No mishaps are noted in the report, and indeed, there were none. What was learned about future fast reactor design? American scientists believed that they learned a lot, but FBRP ignores this, for to acknowledge a fully positive outcome is also to acknowledge progress, and to suggest that the project in question might succeed.
Despite its flaws, FBPR has numerous strong points. It does recount histories of experimental fast breeder projects, and offers descriptions of their problems It offers many interesting and useful facts. For example, a table comparing India Fast Breeder Reactors and Pressurized Heavy water reactors. which shows that the nominal levelized of electricity from a single PFBR (500 MWe) was higher than the levelized cost of electricity from indian 700 MWe PHWRs. The case is actually worse than M. V. Ramana presents, because FBPR construction costs are probably going to be above 1 billion dollars, rather than the $648 million he estimates. Ramana's table will show that fuel reprocessing adds significantly to FBPR levelized costs. The lifecycle fuel costs for a single 700 MW PHWR costs less than 1/4th the lifecycle cost of the reprocessed FBPR fuel. The Levelized cost of power from PHWRs is estimated to be, 3.5 cents per kWh, while the FBPR levelized power costs will run, to over 6.3 cents per kWh.
Still even given the higher levelized cost figure for the FBPR, the levelized cost of power from it will be more than competitive with post carbon power costs from nuclear or renewables, in the United States or in Europe. Thus the cost argument does not suggest that India's projected FBR program will handicap the Indian economy. Ramana rargues that for indian Fast Breeders
a capacity factor of 50 percent might well be more plausible. This would result in a levelised cost of 8.35 cents/kilowatt hours (kWh), 139 percent more expensive than PHWRs.
But this assumes no progress on FBR reliability between now and 2050, and even with the higher levelized cost, the Indian economy would still have a competitive advantage in electrical costs. Ramana conclusion might be taken as invalidating the theory offered by FBRP, namely that fast breeder reactors will add to the world supply of weaponizable plutonium:
A more careful calculation that takes into account the plutonium flow constraints shows that the capacity for MFBRs based on plutonium from the DAE’s heavy water reactor fleet will drop from the projected 199 GWe to 78 GWe by 2052.56 If the out-of-pile time were projected to be a more realistic three years, the MFBR capacity in 2052 based on plutonium from PHWRs will drop to 34 GWe.
While these figures may seem large compared to India’s current nuclear capacity of only 4.1 GWe, they should be viewed in relation to the projected requirements, under business-as-usual conditions, of approximately 1300 GWe total generating capacity by mid-century. Further, the only constraint assumed here is fissile material availability.
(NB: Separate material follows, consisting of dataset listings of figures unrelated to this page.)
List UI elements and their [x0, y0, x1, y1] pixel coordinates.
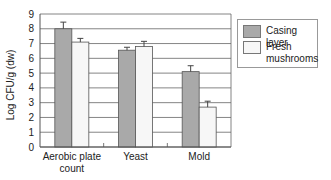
y-tick-label: 5	[28, 68, 34, 79]
legend: Casing layer Fresh mushrooms	[237, 19, 318, 68]
bar	[72, 42, 89, 147]
y-tick-label: 4	[28, 82, 34, 93]
bar	[182, 72, 199, 147]
y-tick-label: 2	[28, 112, 34, 123]
y-axis-label: Log CFU/g (dw)	[5, 50, 16, 121]
y-tick-label: 6	[28, 53, 34, 64]
bar	[136, 47, 153, 147]
legend-swatch-fresh	[243, 41, 261, 54]
y-tick-label: 7	[28, 38, 34, 49]
y-tick-label: 1	[28, 127, 34, 138]
y-tick-label: 8	[28, 23, 34, 34]
y-tick-label: 3	[28, 97, 34, 108]
legend-swatch-casing	[243, 25, 261, 38]
bar	[199, 107, 216, 147]
legend-label: Fresh mushrooms	[266, 41, 318, 65]
y-tick-label: 0	[28, 142, 34, 153]
bar	[119, 50, 136, 147]
x-tick-label: Aerobic plate	[43, 151, 102, 162]
y-tick-label: 9	[28, 9, 34, 20]
bar	[55, 29, 72, 147]
x-axis: Aerobic platecountYeastMold	[40, 143, 231, 174]
legend-item-fresh-mushrooms: Fresh mushrooms	[243, 41, 318, 65]
x-tick-label: count	[60, 163, 85, 174]
x-tick-label: Yeast	[123, 151, 148, 162]
x-tick-label: Mold	[188, 151, 210, 162]
bars	[55, 22, 216, 147]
It assumes that there will be no delays due to infrastructure and manufacturing problems, economic disincentives due to the high cost of breeder electricity, or accidents. All of these are realistic constraints and render
Of course, India might shop for RGP on a future international market, or switch to Thorium breeding Molten Salt Reactors (LFTRs) before 2050.
Of the issues raised by FBRP. the most telling is the cost issue. Both the cost of FBR construction, and the cost of fuel reprocessing with fast breeders may block long term implementation in the United States. While FBR technology might be economically justified in India, China and other Asian countries, it might be far to expensive to implement in Europe and North America. What ever FBRP conclusions that might be applied to localized implementations of FBR technology, those conclusions should not be applied to the future costs and value of LFTR technology.